V1 addL1L2MessageHashes Allows L1 → L2 Messages to Be Censored and May Prevent Finalization

Due to the V1 method for processing L1 messages (addL1L2MessageHashes) still existing on L2 and being callable by the operator after the upgrade, two issues arise:

  1. The rolling hash mechanism can be circumvented and messages can be added while skipping (censoring) others by calling addL1L2MessageHashes. Finalization on L1 can continue without updating the rolling hash (by maintaining the previous one) and the added messages can be claimed on L2 to allow for the continued operation of the uncensored protocols or users.
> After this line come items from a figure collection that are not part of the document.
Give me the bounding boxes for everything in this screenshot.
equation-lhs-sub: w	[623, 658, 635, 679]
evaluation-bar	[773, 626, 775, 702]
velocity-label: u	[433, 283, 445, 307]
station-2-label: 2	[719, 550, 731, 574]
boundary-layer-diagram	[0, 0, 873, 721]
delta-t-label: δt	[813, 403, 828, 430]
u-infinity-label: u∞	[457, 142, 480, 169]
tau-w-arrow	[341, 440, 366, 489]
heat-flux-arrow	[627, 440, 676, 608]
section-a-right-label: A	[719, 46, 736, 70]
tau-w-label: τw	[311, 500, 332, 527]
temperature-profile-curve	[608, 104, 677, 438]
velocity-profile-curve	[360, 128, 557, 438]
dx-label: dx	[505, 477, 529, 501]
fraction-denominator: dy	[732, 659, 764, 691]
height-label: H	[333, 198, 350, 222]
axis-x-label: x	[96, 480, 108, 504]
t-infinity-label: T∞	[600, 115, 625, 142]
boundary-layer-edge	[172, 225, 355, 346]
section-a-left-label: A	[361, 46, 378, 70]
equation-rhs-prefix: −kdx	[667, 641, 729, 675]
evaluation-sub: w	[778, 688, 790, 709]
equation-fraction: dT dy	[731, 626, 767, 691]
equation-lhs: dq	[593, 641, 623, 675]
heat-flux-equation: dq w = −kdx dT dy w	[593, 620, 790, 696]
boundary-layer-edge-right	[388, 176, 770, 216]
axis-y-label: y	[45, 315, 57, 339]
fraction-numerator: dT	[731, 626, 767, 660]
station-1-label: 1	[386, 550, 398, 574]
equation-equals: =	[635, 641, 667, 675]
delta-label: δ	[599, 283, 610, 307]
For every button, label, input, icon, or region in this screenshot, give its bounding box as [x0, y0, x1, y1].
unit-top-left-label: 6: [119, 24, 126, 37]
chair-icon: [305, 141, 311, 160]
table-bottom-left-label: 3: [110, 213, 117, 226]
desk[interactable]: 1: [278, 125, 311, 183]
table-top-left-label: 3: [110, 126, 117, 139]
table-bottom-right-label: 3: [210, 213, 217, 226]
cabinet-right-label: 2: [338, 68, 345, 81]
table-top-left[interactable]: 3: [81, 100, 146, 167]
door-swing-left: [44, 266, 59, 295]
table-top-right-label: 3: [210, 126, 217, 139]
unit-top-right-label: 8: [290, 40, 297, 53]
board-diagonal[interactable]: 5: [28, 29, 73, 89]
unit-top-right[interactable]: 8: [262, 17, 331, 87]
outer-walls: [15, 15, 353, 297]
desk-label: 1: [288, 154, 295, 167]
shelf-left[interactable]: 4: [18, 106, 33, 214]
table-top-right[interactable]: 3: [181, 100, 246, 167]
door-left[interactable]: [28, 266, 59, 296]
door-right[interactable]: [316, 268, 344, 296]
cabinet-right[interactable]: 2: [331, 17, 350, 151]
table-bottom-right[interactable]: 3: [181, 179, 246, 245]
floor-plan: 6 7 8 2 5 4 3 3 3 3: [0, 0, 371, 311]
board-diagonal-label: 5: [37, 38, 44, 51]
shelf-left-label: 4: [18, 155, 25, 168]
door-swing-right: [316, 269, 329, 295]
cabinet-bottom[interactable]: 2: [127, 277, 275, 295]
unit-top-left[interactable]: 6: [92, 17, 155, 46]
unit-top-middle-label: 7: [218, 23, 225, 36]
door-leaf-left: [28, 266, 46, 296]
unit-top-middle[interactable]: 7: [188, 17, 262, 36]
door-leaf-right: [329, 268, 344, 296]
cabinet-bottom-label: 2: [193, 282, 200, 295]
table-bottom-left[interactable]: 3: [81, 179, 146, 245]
  2. If this V1 method is called mistakenly or maliciously by the operator with a message that was included in the rolling hash on L1 already, finalization on L1 will no longer be possible. This is because a message status can be set to "received" only once, and so will be skipped and not included in the rolling hash.

Consider the following recommendations:

  • Prevent addL1L2MessageHashes from being callable on L2 if lastAnchoredL1MessageNumber is not 0. This would mitigate the risk of finalization issues caused by accidental or malicious use of the V1 method.
  • Alternatively, ensure that the rolling hash is advanced on L1 by some minimal amount of messages if any unreceived messages exist on L1. This would help ensure that message passing continues without operator censorship or delay.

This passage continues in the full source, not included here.